For Liberty [Roan Bibby, USA, 2017]


Only in dreams?

The film opens with a dream sequence of our protagonist Jim peering through a telescope at a bikini-clad woman in sunglasses. He wakes up, showers and then peers through a bedroom door at a sleeping figure on the bed. This clandestine moment of voyeurism is interrupted by the unexpected arrival of Pit, the cocksure boyfriend of Jim’s sibling Liberty. The two men do not appear to get off on the right foot, Liberty the main source of contention. As Pit arrogantly inquires how much Jim’s sister talks about him, Jim makes it quite clear that she is only his half-sister, “Y’know, different mum’s, different states?” he proffers drily.

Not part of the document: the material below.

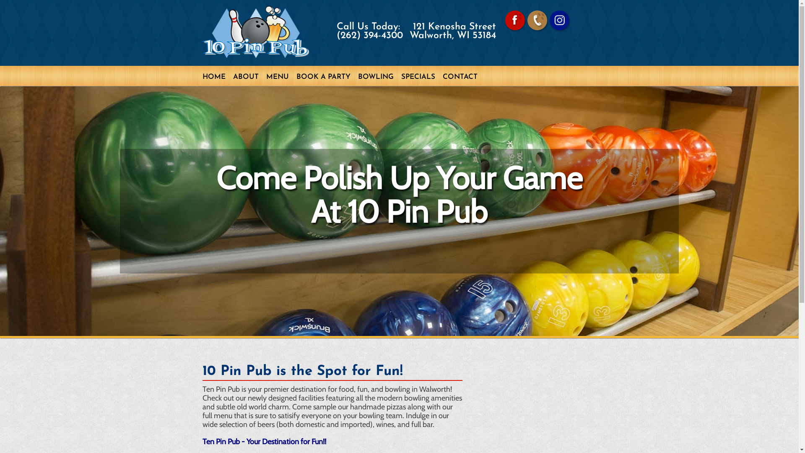 The width and height of the screenshot is (805, 453). Describe the element at coordinates (586, 14) in the screenshot. I see `  ` at that location.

It is at this point that the woman from the bedroom awakes. It is Liberty, Jim’s half-sister and also the subject of his oneiric fantasy at the film’s prologue, the animosity between the men (especially from Jim’s direction) becoming immediately clear. With his back turned, Jim rolls his eyes as he listens to the couple kiss in greeting. The tension in the room is awkward, to say the least, and as the day unfolds it seems that it is only about to heighten, as the extent of Jim and Liberty’s once estranged relationship quickly begins to unravel.


For Liberty is an exercise in brave scriptwriting, tackling the subject of incest head-on and taking cues from The Dreamers (Bernardo Bertolucci, UK/FRA/ITA, 2003), which is the most obvious source of inspiration. For Liberty will stay with you on the strength of its subject matter, if not for the production quality itself and would have benefited from sharper editing and more inventive art direction. This is a decent and audacious effort from Roan Bibby who displays the potential to develop an interesting authorial voice.